Thylakoid Containing Artificial Cells for the Inhibition Investigation of Light-Driven Electron Transfer during Photosynthesis.
Wei ZongXunan ZhangChao LiXiaojun HanPublished in: ACS synthetic biology (2018)
The fabrication of artificial cells containing nature components is challenging. Herein we construct a thylakoid containing artificial cell (TA-cell) by forming multicompartmental structure inside giant unilamellar vesicles (GUVs) using osmotic stress. The thylakoids are selectively loaded inside each compartment in GUVs to mimic "chloroplast". The TA-cells are able to carry out photosynthesis upon light on. The TA-cells keep their 50% functionality of electron transfer for 12 days, which is twice of those of free thylakoids. Using TA-cells the inhibition of 3-(3,4-dichlorophenyl)-1,1-dimethylurea (DCMU) and heavy metal ions (Hg2+, Cu2+, Cd2+, Pb2+ and Zn2+) on the electron transfer process in TA-cells is systematically investigated. Their half maximal inhibitory concentration (IC50) values are 36.23 ± 1.87, 0.02 ± 0.01, 0.42 ± 0.08, 0.82 ± 0.12, 1.97 ± 0.21, and 4.08 ± 0.18 μM, respectively. Hg2+ is the most toxic ion for the photosynthesis process among these five heavy metal ions. This biomimetic system can be expanded to study other processes during the photosynthesis. The TA-cells pave a way to fabricate more complicated nature component containing artificial cells.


• [EXERCISE OBJECTIVE]: Go over the records and copy every line with the string "promo".

• [DATA FOR PROCESSING]:
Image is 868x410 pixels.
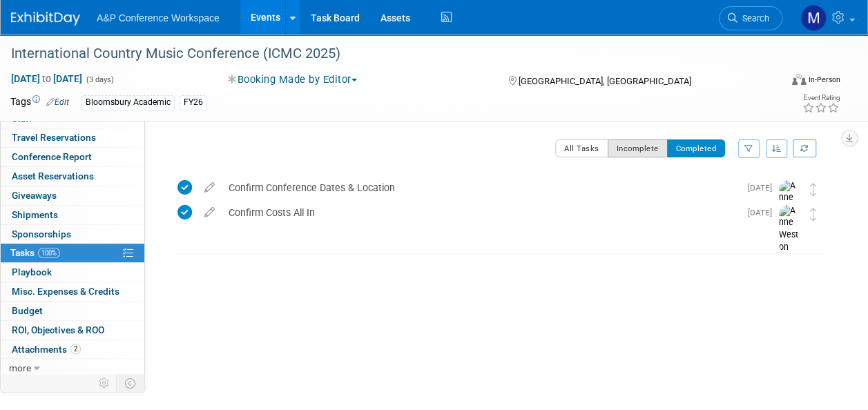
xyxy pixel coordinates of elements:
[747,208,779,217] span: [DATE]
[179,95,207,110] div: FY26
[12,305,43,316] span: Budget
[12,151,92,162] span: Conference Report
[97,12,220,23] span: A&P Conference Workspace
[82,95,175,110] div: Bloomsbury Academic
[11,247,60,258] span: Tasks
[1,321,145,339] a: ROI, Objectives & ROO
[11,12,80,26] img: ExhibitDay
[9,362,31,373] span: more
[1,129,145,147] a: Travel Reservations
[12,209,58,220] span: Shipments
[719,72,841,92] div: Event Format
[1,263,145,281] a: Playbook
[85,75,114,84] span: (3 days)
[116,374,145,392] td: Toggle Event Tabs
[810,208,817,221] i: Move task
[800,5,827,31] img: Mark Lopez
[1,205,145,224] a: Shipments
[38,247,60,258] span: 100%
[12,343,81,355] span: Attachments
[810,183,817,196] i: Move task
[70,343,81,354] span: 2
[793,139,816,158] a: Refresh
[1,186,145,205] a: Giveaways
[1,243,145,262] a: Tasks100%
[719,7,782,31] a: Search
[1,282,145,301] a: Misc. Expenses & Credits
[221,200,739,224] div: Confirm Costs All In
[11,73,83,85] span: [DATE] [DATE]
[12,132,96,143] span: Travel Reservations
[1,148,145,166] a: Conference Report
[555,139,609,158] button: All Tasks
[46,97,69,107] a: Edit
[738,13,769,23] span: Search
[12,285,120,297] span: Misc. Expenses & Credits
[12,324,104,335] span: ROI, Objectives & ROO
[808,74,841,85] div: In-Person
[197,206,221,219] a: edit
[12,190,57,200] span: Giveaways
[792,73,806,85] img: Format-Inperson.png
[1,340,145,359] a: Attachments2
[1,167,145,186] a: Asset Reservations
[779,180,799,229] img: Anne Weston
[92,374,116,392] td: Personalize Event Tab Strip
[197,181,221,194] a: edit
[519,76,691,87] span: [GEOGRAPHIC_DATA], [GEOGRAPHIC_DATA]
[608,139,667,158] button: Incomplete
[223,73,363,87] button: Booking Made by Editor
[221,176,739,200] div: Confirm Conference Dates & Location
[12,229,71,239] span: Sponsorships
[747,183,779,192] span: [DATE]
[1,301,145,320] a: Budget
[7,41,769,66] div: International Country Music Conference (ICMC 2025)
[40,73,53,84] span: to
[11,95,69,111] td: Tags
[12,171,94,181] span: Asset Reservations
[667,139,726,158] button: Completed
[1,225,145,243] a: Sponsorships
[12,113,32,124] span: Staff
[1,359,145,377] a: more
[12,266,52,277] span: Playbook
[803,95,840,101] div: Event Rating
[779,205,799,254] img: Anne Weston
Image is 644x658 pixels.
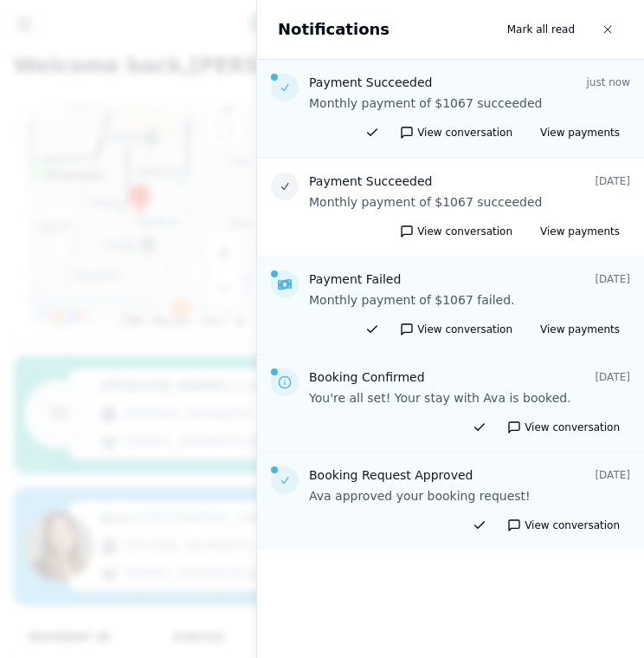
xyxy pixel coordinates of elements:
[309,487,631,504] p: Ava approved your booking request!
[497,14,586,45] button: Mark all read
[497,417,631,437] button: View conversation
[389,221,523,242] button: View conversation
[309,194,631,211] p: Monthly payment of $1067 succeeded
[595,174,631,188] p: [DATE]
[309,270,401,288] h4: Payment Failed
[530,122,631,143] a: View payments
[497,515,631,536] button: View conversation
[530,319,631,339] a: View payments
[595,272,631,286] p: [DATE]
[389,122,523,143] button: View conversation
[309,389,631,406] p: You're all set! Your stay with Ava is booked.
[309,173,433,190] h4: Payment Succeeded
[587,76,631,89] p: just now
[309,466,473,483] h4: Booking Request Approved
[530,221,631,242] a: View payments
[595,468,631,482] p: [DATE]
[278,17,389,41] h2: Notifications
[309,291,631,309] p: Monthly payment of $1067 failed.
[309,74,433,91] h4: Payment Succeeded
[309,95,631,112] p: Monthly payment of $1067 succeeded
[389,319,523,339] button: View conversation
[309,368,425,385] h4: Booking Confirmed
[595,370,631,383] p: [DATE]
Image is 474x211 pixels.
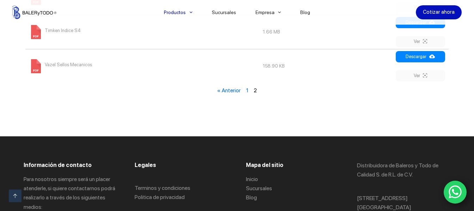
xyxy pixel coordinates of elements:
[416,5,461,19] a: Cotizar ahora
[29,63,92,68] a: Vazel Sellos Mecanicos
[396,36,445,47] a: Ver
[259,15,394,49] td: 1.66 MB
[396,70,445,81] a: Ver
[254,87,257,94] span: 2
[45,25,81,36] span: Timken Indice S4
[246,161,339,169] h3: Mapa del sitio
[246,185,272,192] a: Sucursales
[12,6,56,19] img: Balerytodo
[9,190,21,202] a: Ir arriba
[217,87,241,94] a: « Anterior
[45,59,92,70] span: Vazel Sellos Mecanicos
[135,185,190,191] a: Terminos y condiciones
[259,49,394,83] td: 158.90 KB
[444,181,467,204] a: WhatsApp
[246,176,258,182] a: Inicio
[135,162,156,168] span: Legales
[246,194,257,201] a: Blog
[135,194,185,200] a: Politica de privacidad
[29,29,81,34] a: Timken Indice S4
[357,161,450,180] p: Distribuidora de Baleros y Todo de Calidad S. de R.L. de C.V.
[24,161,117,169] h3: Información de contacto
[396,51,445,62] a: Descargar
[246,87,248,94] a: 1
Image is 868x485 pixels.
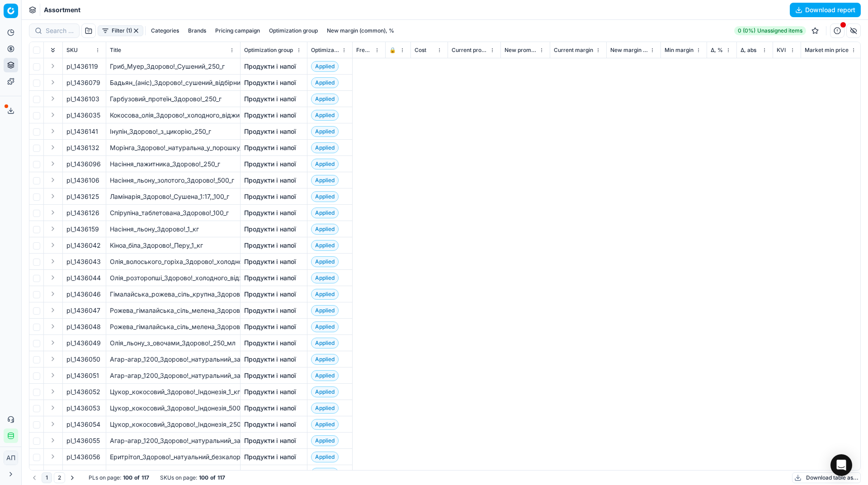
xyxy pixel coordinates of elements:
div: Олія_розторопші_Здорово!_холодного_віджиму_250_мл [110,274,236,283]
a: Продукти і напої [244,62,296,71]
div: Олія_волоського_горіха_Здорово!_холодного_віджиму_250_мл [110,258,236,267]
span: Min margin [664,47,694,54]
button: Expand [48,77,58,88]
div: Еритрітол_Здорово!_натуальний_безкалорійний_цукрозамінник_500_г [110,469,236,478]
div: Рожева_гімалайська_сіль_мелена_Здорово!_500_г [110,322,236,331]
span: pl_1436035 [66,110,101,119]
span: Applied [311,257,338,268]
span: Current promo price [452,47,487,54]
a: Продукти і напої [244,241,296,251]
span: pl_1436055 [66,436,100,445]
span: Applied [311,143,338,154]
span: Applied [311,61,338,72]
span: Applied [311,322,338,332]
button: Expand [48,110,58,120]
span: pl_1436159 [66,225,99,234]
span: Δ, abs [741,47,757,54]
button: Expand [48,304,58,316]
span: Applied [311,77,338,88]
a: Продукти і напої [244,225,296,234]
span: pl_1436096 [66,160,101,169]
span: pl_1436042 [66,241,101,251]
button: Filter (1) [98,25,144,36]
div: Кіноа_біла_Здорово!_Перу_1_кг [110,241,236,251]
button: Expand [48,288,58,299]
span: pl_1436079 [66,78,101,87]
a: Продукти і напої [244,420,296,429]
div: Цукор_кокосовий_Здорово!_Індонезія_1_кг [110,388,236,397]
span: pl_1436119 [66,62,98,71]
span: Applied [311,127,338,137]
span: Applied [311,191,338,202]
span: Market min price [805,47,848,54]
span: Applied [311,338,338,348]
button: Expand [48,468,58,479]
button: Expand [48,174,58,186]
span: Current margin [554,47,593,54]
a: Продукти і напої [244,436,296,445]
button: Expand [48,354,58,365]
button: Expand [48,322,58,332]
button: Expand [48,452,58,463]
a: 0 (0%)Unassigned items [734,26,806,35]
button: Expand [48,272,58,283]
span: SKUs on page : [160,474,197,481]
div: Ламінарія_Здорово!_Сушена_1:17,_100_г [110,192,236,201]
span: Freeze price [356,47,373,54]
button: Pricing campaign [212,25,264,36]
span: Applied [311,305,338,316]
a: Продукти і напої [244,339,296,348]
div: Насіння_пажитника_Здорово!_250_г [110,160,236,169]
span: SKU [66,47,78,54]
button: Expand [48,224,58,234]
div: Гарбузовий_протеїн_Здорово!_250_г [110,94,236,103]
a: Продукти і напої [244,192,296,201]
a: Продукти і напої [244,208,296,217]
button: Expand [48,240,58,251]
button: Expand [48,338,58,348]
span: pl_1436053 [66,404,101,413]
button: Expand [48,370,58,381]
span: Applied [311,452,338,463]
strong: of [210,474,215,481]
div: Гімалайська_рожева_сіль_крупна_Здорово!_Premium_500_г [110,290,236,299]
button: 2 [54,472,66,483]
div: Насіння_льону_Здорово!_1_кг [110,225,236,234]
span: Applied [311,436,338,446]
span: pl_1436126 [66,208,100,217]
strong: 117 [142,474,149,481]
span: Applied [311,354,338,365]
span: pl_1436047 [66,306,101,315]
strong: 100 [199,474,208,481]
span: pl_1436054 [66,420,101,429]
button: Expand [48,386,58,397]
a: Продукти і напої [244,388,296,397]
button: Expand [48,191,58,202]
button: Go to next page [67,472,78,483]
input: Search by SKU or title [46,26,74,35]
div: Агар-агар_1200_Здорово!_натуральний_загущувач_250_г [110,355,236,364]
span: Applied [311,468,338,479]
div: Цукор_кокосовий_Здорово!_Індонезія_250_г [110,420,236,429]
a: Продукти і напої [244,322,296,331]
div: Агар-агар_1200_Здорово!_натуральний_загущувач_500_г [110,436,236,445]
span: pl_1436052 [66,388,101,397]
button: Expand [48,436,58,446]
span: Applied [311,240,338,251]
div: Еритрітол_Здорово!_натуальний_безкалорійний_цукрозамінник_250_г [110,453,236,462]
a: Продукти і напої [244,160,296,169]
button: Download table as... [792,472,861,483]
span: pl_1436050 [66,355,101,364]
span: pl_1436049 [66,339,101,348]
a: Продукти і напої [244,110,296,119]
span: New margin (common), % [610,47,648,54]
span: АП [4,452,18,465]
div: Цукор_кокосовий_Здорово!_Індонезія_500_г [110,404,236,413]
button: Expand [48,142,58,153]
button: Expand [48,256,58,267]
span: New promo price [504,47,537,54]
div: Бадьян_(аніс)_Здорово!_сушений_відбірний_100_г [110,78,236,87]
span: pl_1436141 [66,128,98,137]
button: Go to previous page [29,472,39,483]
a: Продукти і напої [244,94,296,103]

• [YOUR RESPONSE]:
span: Current promo price [452,47,487,54]
span: New promo price [504,47,537,54]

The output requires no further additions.